> [ACTIVITY] Write out the lines from the top of the material through the line with "Locate an element", exactly and with nothing added.
--- SUPPLIED MATERIAL Enclosed Below ---
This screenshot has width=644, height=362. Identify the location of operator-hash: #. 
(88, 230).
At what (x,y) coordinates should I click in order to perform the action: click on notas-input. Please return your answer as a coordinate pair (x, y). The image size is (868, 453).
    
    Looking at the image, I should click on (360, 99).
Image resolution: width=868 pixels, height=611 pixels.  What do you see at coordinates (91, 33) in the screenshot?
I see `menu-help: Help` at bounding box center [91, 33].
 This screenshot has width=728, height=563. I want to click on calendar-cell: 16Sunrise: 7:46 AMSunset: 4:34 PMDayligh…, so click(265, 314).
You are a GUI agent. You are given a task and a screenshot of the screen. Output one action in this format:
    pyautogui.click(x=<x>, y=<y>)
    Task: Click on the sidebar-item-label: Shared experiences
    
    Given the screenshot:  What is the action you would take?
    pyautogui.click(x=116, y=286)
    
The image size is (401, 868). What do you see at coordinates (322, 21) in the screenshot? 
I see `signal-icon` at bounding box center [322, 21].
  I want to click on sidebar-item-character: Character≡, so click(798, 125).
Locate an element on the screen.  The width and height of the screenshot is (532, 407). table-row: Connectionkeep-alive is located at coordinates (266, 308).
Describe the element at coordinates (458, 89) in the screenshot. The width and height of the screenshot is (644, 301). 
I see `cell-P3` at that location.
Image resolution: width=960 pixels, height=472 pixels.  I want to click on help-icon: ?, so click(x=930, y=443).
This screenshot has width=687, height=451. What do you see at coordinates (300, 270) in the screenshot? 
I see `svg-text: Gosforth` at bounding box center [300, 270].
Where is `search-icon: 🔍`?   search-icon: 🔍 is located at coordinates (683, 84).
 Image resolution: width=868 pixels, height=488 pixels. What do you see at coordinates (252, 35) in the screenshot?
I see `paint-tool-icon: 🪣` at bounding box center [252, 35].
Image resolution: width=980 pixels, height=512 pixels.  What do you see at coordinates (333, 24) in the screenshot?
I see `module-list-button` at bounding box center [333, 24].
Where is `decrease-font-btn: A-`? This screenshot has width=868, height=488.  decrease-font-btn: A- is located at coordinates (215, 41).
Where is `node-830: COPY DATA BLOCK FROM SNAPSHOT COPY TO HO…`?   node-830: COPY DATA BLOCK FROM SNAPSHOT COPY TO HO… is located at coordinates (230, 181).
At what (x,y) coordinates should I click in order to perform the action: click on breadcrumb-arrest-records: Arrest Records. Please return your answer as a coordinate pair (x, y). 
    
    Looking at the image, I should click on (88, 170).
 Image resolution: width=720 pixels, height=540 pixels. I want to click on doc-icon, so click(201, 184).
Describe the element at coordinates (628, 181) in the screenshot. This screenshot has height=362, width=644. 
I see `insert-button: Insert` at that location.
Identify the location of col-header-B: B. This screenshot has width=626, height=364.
--- End of Enclosed SUPPLIED MATERIAL ---
> [WORKED SOLUTION]
This screenshot has width=644, height=362. Identify the location of operator-hash: #. 
(88, 230).
At what (x,y) coordinates should I click in order to perform the action: click on notas-input. Please return your answer as a coordinate pair (x, y). The image size is (868, 453).
    
    Looking at the image, I should click on (360, 99).
Image resolution: width=868 pixels, height=611 pixels.  What do you see at coordinates (91, 33) in the screenshot?
I see `menu-help: Help` at bounding box center [91, 33].
 This screenshot has width=728, height=563. I want to click on calendar-cell: 16Sunrise: 7:46 AMSunset: 4:34 PMDayligh…, so click(265, 314).
You are a GUI agent. You are given a task and a screenshot of the screen. Output one action in this format:
    pyautogui.click(x=<x>, y=<y>)
    Task: Click on the sidebar-item-label: Shared experiences
    
    Given the screenshot:  What is the action you would take?
    pyautogui.click(x=116, y=286)
    
The image size is (401, 868). What do you see at coordinates (322, 21) in the screenshot? 
I see `signal-icon` at bounding box center [322, 21].
  I want to click on sidebar-item-character: Character≡, so click(798, 125).
Locate an element on the screen.  The width and height of the screenshot is (532, 407). table-row: Connectionkeep-alive is located at coordinates (266, 308).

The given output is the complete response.